Don't you need to record the car revving from idle to redline under load? It makes the job more difficult but surely the engine sounds different?
 
Don't you need to record the car revving from idle to redline under load? It makes the job more difficult but surely the engine sounds different?

I suppose it all depends on how far you want to go. From a business side, the most economical way to do it is just rev it in neutral. It would take no time at all to setup the mics, find the sweet spot and record it. Then in the studio you have a clean sound and it would take next to no time to finalise it.

When you start recording it under load you have other sounds involved like wind noise, dyno noise, road noise from the tires, etc. Then you have to remove those sounds from the mix which can lead to bad quality once it's all done and in truth, it goes against all the principles of sound recording with the main principle being to record the sound as perfect as possible.

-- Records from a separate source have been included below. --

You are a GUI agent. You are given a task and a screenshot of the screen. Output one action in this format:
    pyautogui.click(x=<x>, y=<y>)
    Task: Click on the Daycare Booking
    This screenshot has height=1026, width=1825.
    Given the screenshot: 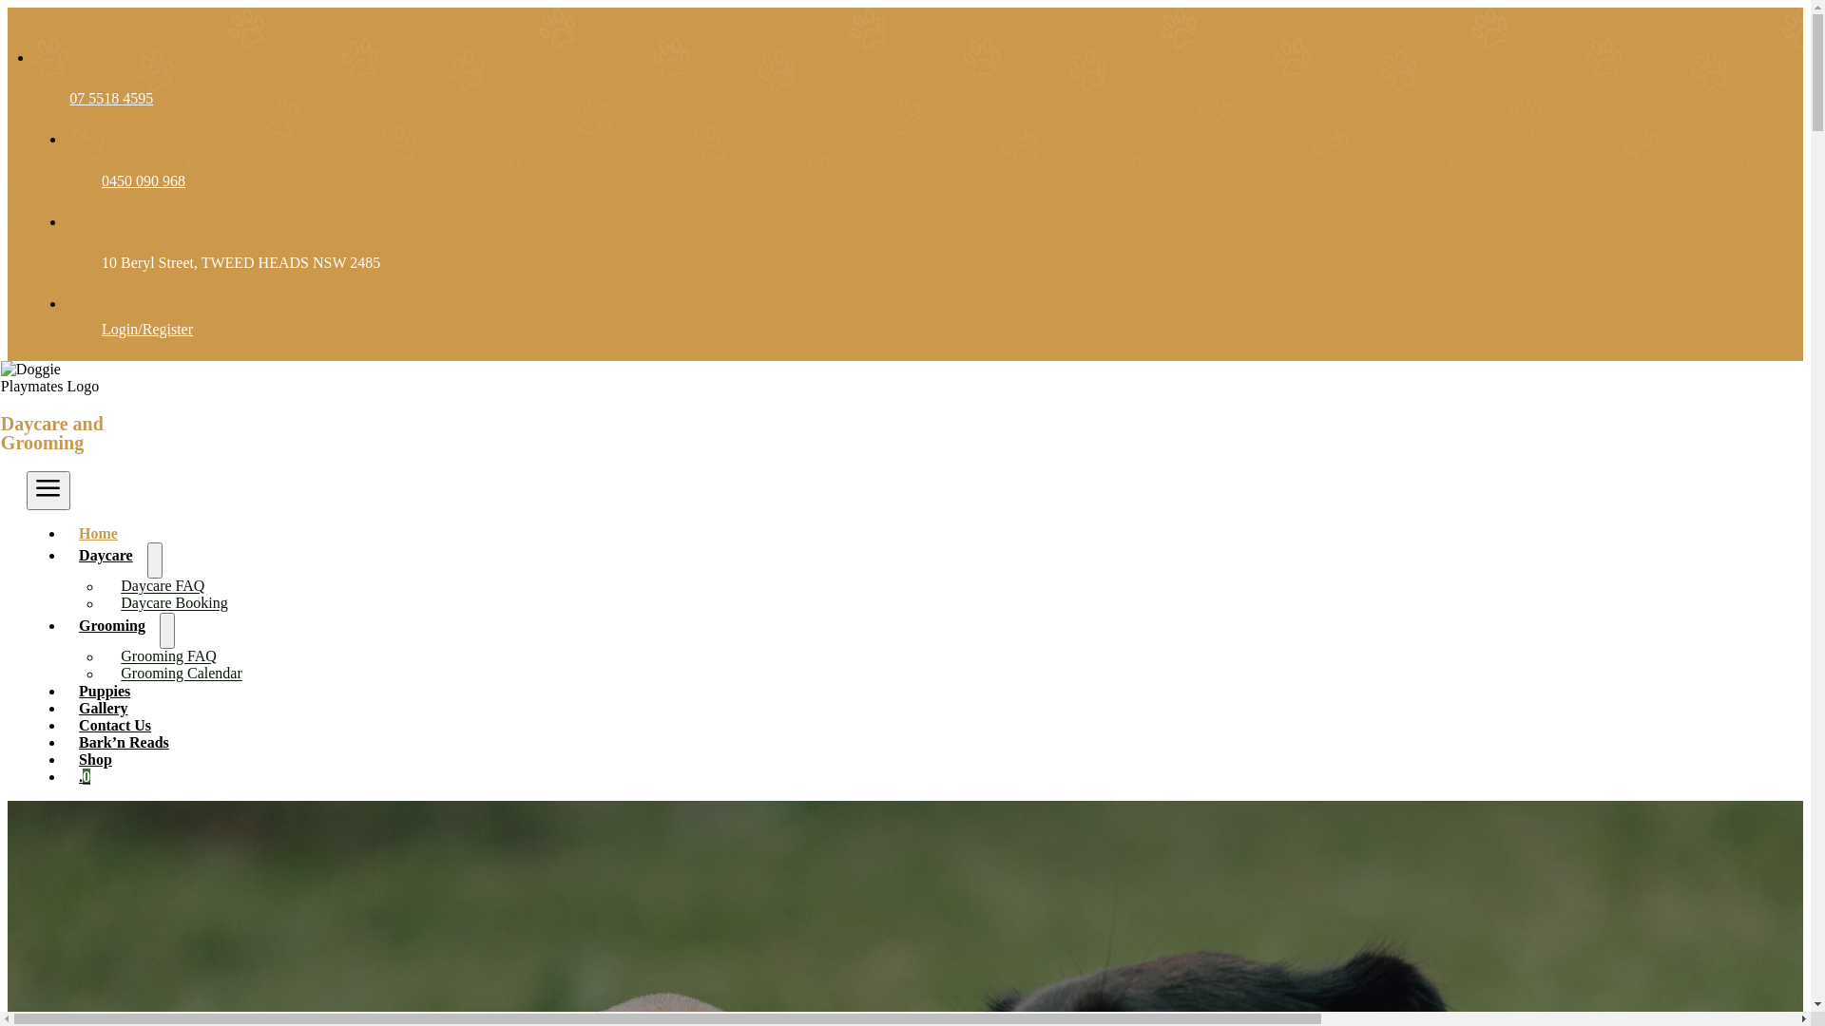 What is the action you would take?
    pyautogui.click(x=179, y=603)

To a point, the engine is under load when you just rev it in neutral anyway, when accelerating you have the weight of the flywheel resisting it and when decelerating, you have the weight of the flywheel trying to keep it spinning.

I am mainly referring to street cars. You will probably run into problems doing it this way when you have very powerful engines like F1 etc, if you think how fast they would go from idle to redline it would leave you with hardly any room to edit it.
 
there should be no problem to record engine sound using roller dynamo-meter (I think you referred to it by 'dyno').
In case or racing cars, engine yelling is x-times louder than rollers noise. Additionally you may record dyno+tires noise alone, and subtract it from engine recording.
It will work for inside sounds very well.

harder is to record real sounding external sounds. For static close-positioned camera - it is not a problem. But in real live there are a lot of reverbs/echoes (including phase shifted). It makes finall sound very specific. Recording car from a distance when moving is quite impossible. So probably there must be done a lot of post-recording work mostly by adding effects. On the other side, most mods just uses plain external sound.

At the end, personally I'm against making sounds from YT movies. Such sound is so flat. But I understand that some times there is no other way.